As expensive as this is, Secretary Paulson is undoubtedly correct in saying that the cost of not doing this bailout would be far higher on taxpayers in terms of lost credit, lost jobs, and lost economic growth. The economic crimes causing this occurred years ago, when unregulated or too loosely regulated mortgage brokers wrote mortgages that some homeowners couldn't pay. Congress cheered from the sidelines as homeownership rose to a peak of 68.4% of total domiciles. Now that the housing bubble has burst, Congress acts like it had nothing to do with this. The Federal Reserve and other regulators won't admit it publicly, but it is true that indirect pressure from Congress kept the regulators at bay while the taxpayers were sold down the river.
We and our children will pay the price as Treasury issues a mountain of debt to bail us out of this mess. Mr. Paulson's draft bill would raise the federal debt limit by $700 b. to $11.315 trillion, and that is barely three months after the debt limit was raised $800 b. to $10.615 trillion in P.L.110-289.

Bailout and Social Security
Doesn't the bailout imply that Social Security will become insolvent even sooner than now expected? So if your member of Congress votes for the bailout aren't they voting to cut SS benefits?
End of the rule of law?
I forgot to ask, is anyone else bothered by the provisions of Sec. 8 of the proposed bill
Sec. 8. Review.
Decisions by the Secretary pursuant to the authority of this Act are non-reviewable and committed to agency discretion, and may not be reviewed by any court of law or any administrative agency.
(http://blogs.wsj.com/economics/2008/09/20/treasurys-financial-bailout-pr...)

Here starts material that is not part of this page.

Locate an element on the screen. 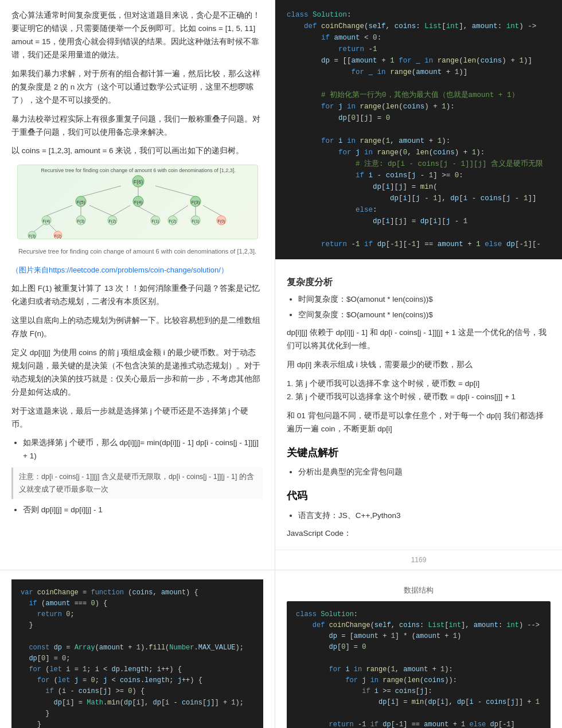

Oh well, nice while it lasted...
End of the Rule of Law?
I think not immediately. The better analogy is to the Lex Titia of 43 bce. Octavian most certainly kept the courts open (indeed he reopened them). But the Senate and the assemblies of the people ceased to have any meaningful role in the exercise of political power in the Roman world.
Here, the executive branch is asking that Congress hand not inconsiderable tax revenues over to it while simultaneously agreeing to forgo any oversight of decisions about the spending decision makes by either Congress or the Courts. It is akin to photoshopping article 2 and much of article 3 out of the Constitution.
In the old days, the response to this sort of assertion of executive power was something along the lines of "No taxation without representation." Of course they used to say, "give me liberty or give me death." But we are now merely a nation of consumers, not citizens. So the tag must be "Give me a Visa Card, or give me death."
I think the first decades of this regime will probably see the end to the rule of law only with respect to issues of the fisc. The rationale will be that our Dictator of the Fisc, or treasury Secretary, if you prefer, is above the law within his area of jurisdication. The rest of us will probably have access to the courts for property and inheritance disputes.
It will take some time before we see the rises of the delatores and treason trials and the equation of the Dictator of the Fisc's decree with statute and precedent.
These are interesting times for students of the late Republic.